Professor Ferguson serves as a Senior Visiting Fellow at the Harvard Law School’s Criminal Justice Policy Program. He also serves as a Policing Data Fellow at the NYU Law School’s Policing Project. Both projects focus on examining the civil rights, privacy, and public safety aspects of new surveillance technologies.

Professor Ferguson has had the honor of being voted “Professor of the Year” several times by the student body and in 2016 he received a University-wide Certificate of Commendation for his teaching and service.

Prior to joining the law faculty, Professor Ferguson worked as a supervising attorney at the Public Defender Service for the District of Columbia. As a public defender for seven years, he represented adults and juveniles in serious felony cases ranging from homicide to misdemeanor offenses. In addition to participating as lead counsel in numerous jury and bench trials, he argued cases before the District of Columbia Court of Appeals. Before joining the Public Defender Service, Professor Ferguson was awarded the E. Barrett Prettyman Fellowship at the Georgetown Law Center’s Criminal Justice Clinic. For two years as a Prettyman Fellow, he taught and supervised third-year clinical students involved in the criminal justice clinic. Immediately after graduating from law school, he clerked for the Honorable Chief Judge Carolyn Dineen King of the United States Court of Appeals for the Fifth Circuit.
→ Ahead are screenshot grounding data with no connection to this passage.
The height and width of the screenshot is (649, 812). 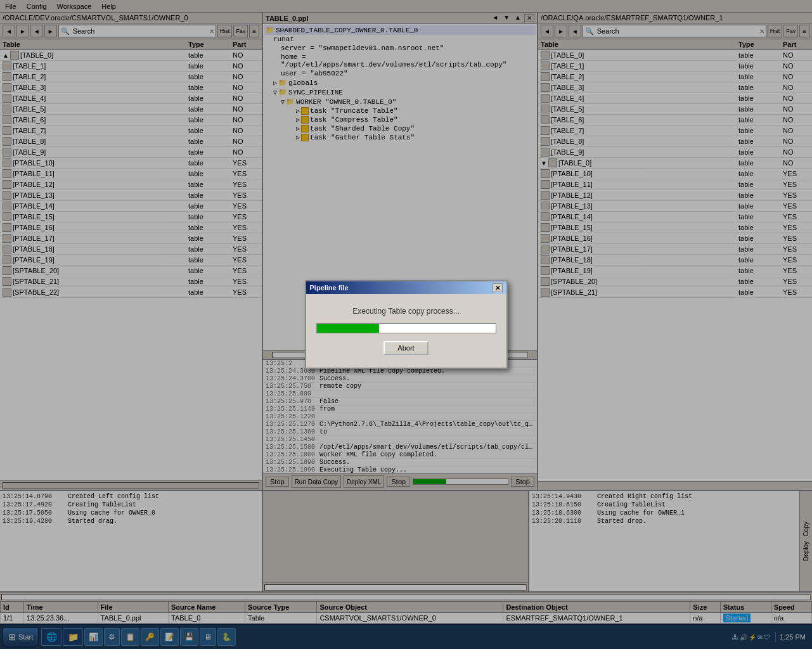 I want to click on pipeline-file-modal: Pipeline file ✕ Executing Table copy pro…, so click(x=406, y=324).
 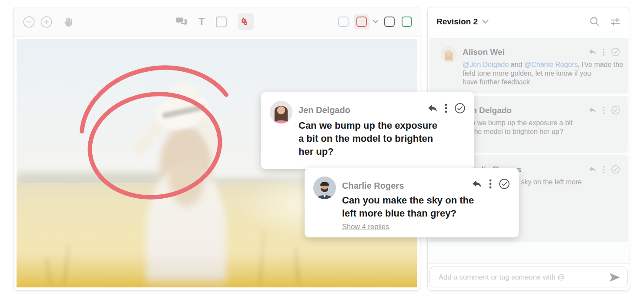 I want to click on black-swatch-icon, so click(x=389, y=22).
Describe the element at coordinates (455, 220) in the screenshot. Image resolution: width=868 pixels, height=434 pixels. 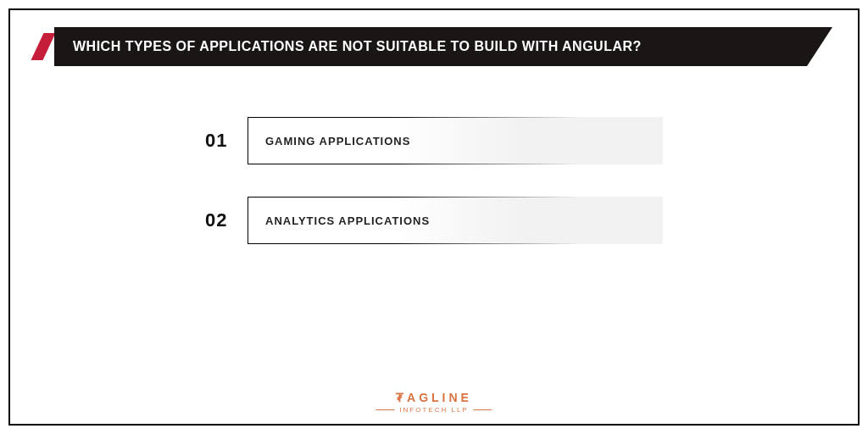
I see `item-label: ANALYTICS APPLICATIONS` at that location.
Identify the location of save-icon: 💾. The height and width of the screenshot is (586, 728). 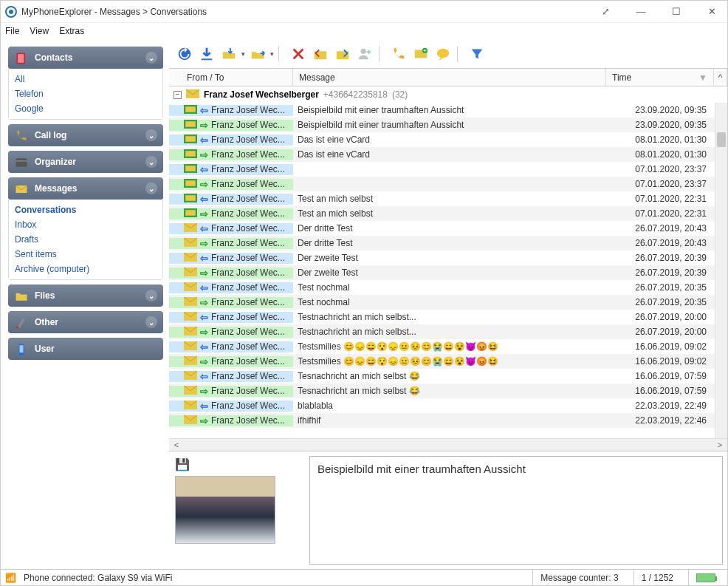
(239, 464).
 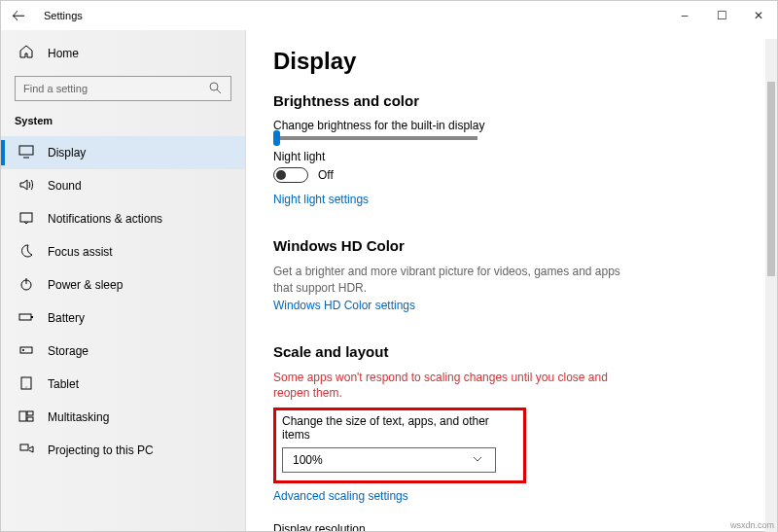 What do you see at coordinates (389, 16) in the screenshot?
I see `titlebar: 🡠 Settings – ☐ ✕` at bounding box center [389, 16].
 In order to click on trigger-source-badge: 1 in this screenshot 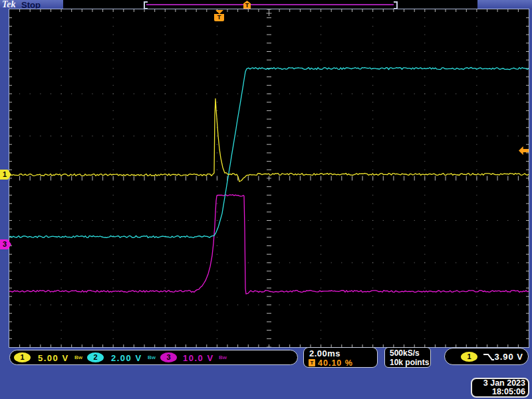, I will do `click(469, 356)`.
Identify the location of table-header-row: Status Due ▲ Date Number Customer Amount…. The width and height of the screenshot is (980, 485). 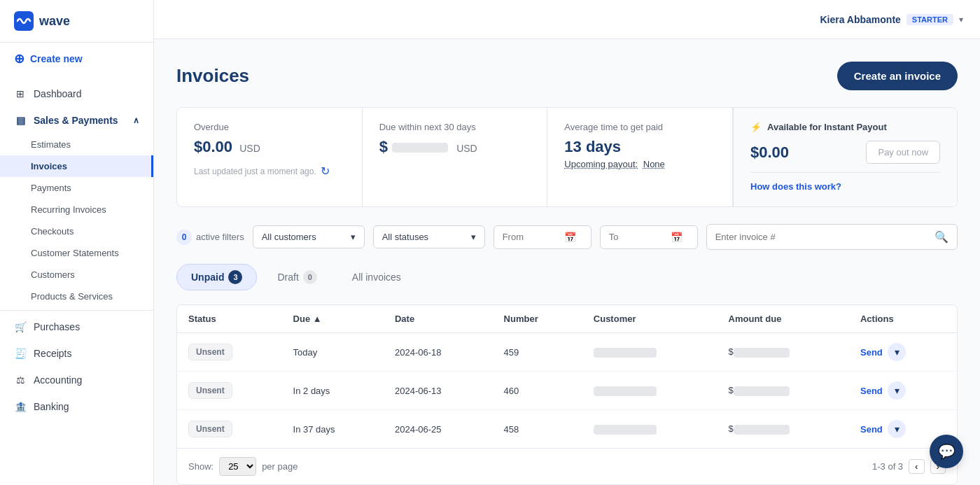
(567, 319).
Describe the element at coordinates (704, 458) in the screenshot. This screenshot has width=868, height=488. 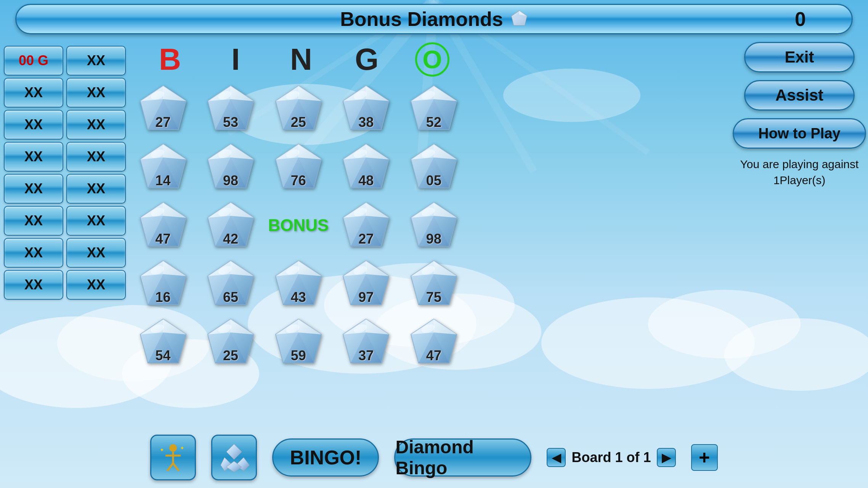
I see `add-board-button: +` at that location.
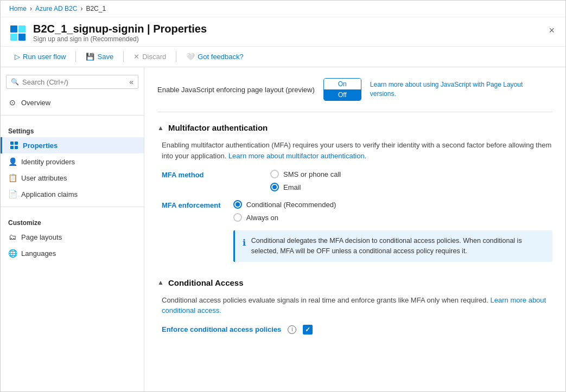 This screenshot has width=566, height=392. I want to click on properties-icon, so click(14, 145).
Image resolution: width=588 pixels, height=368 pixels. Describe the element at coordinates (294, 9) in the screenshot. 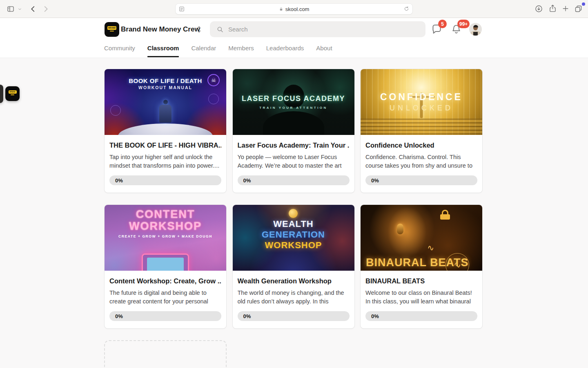

I see `url-text: skool.com` at that location.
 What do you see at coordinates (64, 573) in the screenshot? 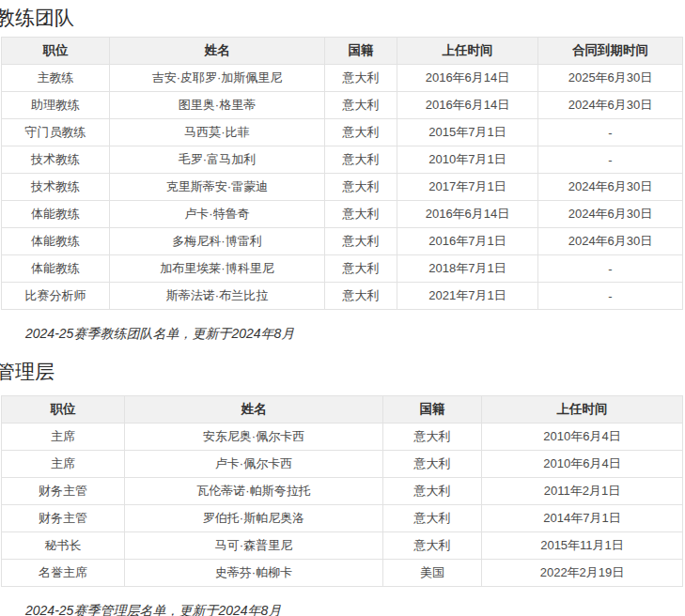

Professor Ferguson is involved in developing constitutional education projects in the Washington D.C. area. He is co-author of Youth Justice in America (CQ Press 2005, 2014), a textbook for high school students on their rights under the Fourth, Fifth, Sixth, and Eighth Amendments to the United States Constitution. He is on the Board of Directors of the Free Minds Book Club & Writing Workshop, a non-profit organization that teaches creative writing and poetry to juvenile defendants charged as adults in the District of Columbia.